Andrew Marvell

Andrew Marvell (31 March 1621 – 16 August 1678) was an English metaphysical poet and politician who sat in the House of Commons at various times between 1659 and 1678. As a metaphysical poet, he is associated with John Donne and George Herbert. He was a colleague and friend of John Milton. His poems include To His Coy Mistress, The Garden, An Horatian Ode upon Cromwell's Return from Ireland, The Mower's Song and the country house poem Upon Appleton House.

Read more about Andrew Marvell:  Early Life, First Poems and Marvell's Time At Nun Appleton, Anglo-Dutch War and Employment As Latin Secretary, After The Restoration, Prose Works, Views, Marvell's Poetic Style

Famous quotes by andrew marvell:

    Meanwhile the mind from pleasure less
    Withdraws into its happiness;
    The mind, that ocean where each kind
    Does straight its own resemblance find;
    Yet it creates, transcending these,
    Far other worlds and other seas,
    Annihilating all that’s made
    To a green thought in a green shade,
    Andrew Marvell (1621–1678)

    For I so truly thee bemoane,
    That I shall weep though I be Stone:
    Until my Tears, still drooping, wear
    My breast, themselves engraving there.
    There at me feet shalt thou be laid,
    Of purest Alabaster made:
    For I would have thine Image be
    White as I can, though not as Thee.
    Andrew Marvell (1621–1678)

    Had I but any time to lose,
    On this I would it all dispose.
    Cease Tempter. None can chain a mind
    Whom this sweet Chordage cannot bind.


Work to be completed
The lines running from the one that contains "Find the location of a particular element. This" to the end of the records below are what to reproduce, exactly and without pictures.

Supplied information

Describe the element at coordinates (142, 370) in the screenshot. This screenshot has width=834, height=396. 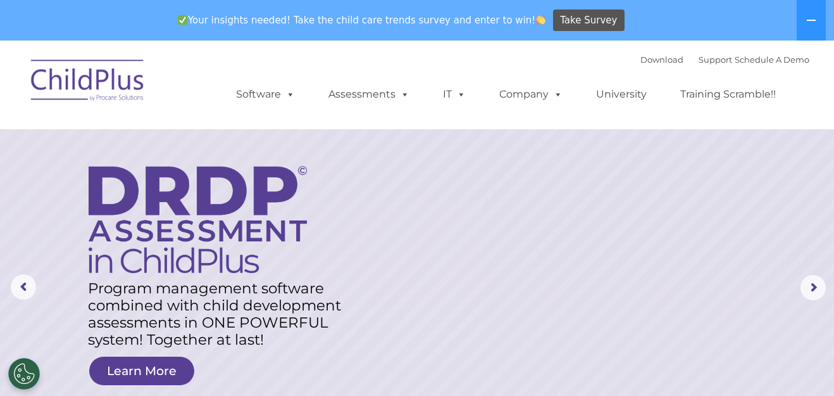
I see `a: Learn More` at that location.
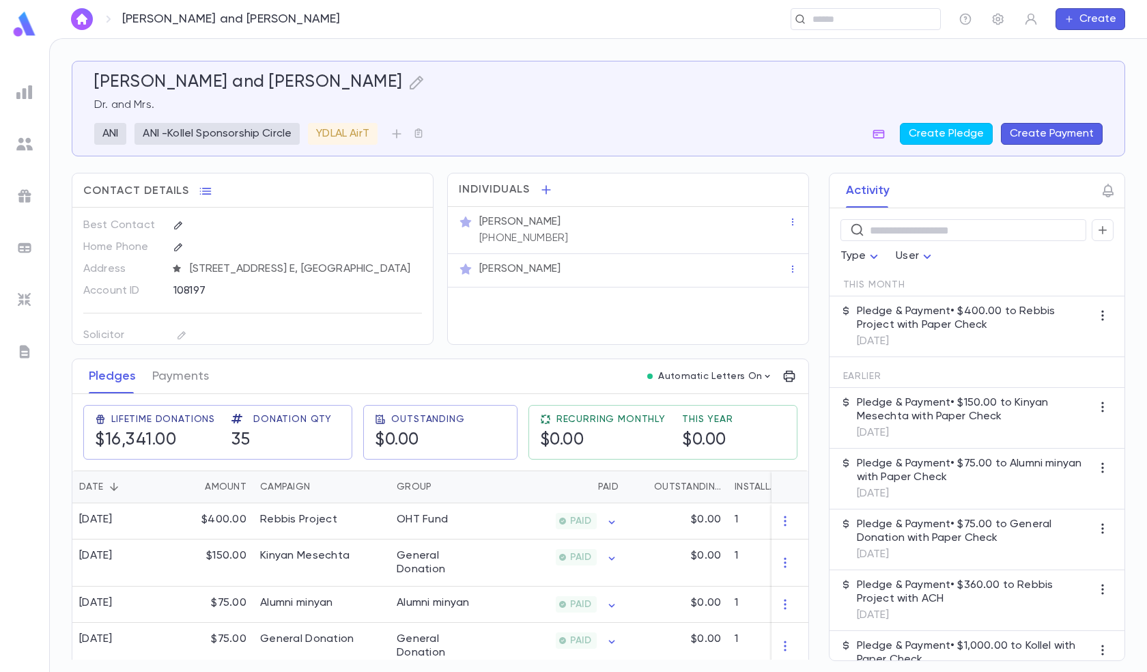  I want to click on img: campaigns_grey.99e729a5f7ee94e3726e6486bddda8f1.svg, so click(25, 196).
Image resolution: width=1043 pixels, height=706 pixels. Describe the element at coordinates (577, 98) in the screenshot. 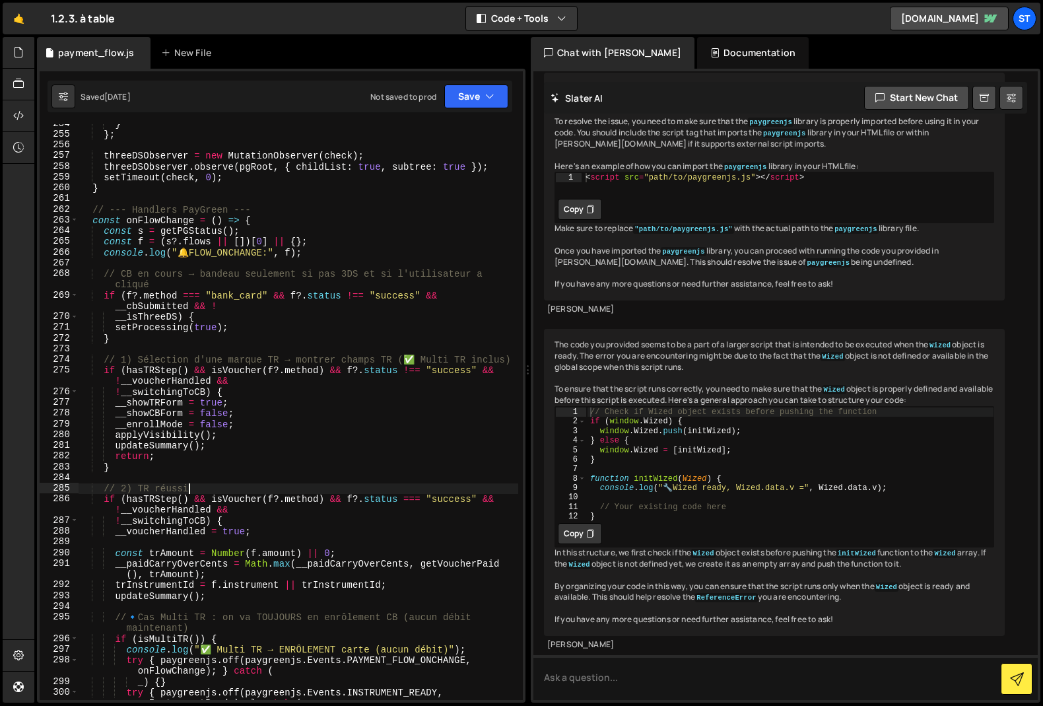

I see `h2: Slater AI` at that location.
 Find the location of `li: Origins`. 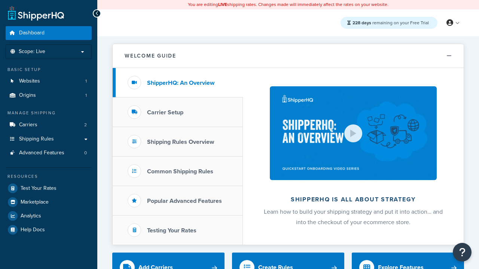

li: Origins is located at coordinates (49, 95).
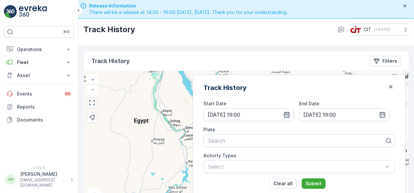 Image resolution: width=414 pixels, height=193 pixels. I want to click on p: Filters, so click(389, 61).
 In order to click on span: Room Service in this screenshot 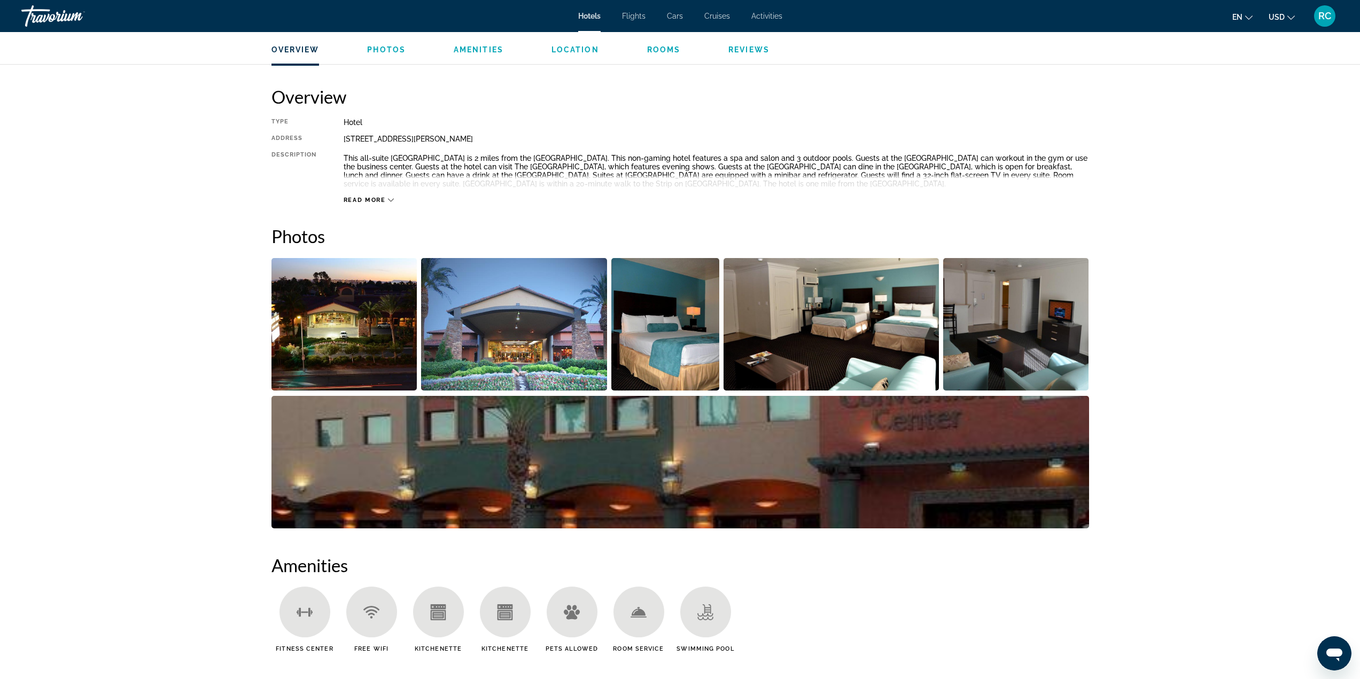, I will do `click(638, 649)`.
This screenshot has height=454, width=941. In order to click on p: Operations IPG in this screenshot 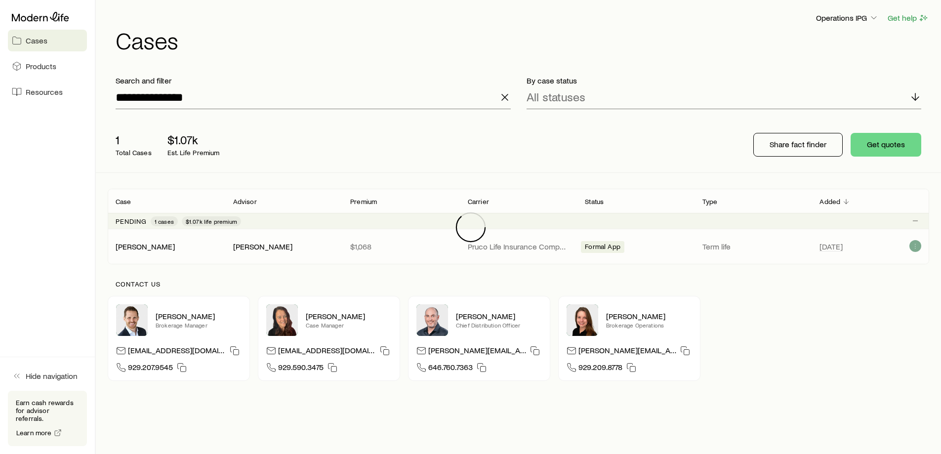, I will do `click(847, 18)`.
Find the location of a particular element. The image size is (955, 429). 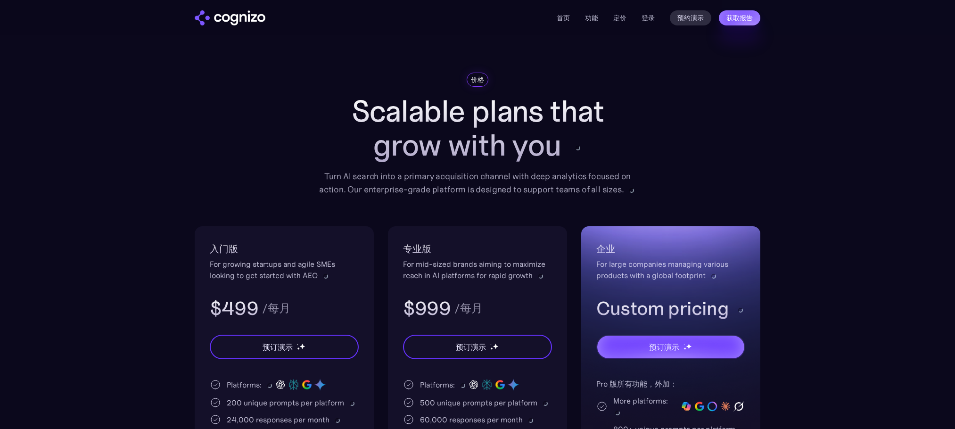

font: 价格 is located at coordinates (477, 80).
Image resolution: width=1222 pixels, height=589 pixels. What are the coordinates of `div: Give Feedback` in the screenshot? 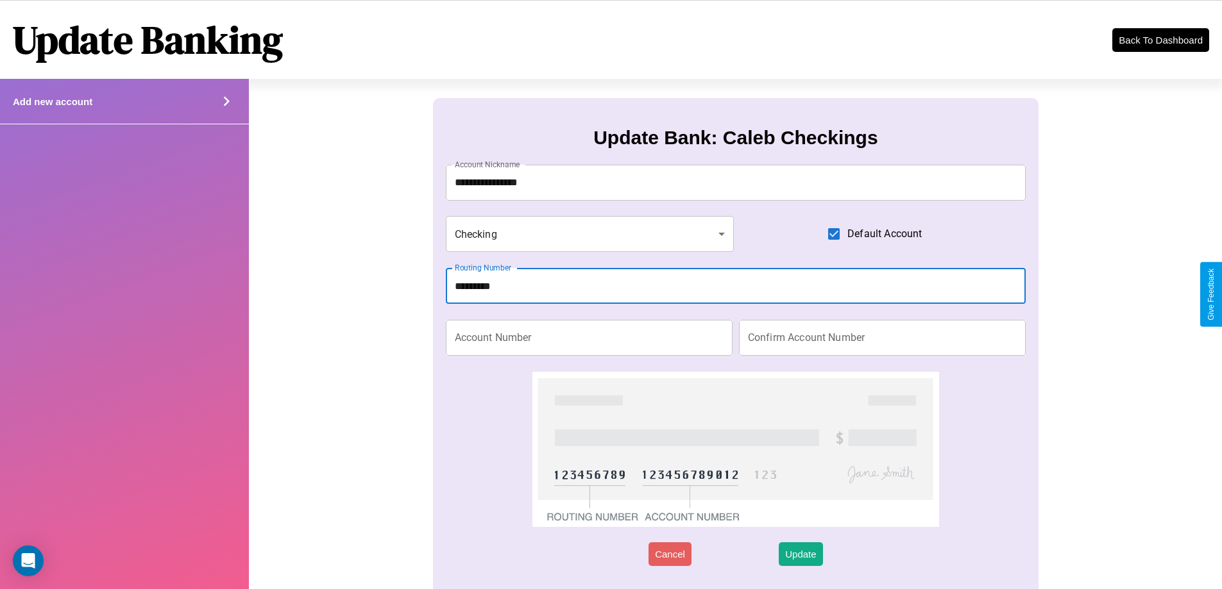 It's located at (1211, 294).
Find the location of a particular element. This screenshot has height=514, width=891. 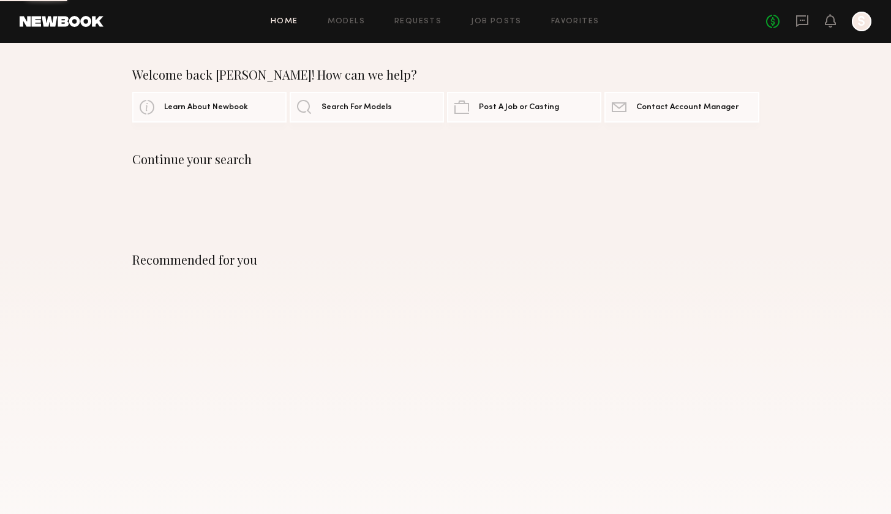

a: Learn About Newbook is located at coordinates (209, 107).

Task output
Find the location of a particular element. This screenshot has height=514, width=891. 

a: Learn About Newbook is located at coordinates (209, 107).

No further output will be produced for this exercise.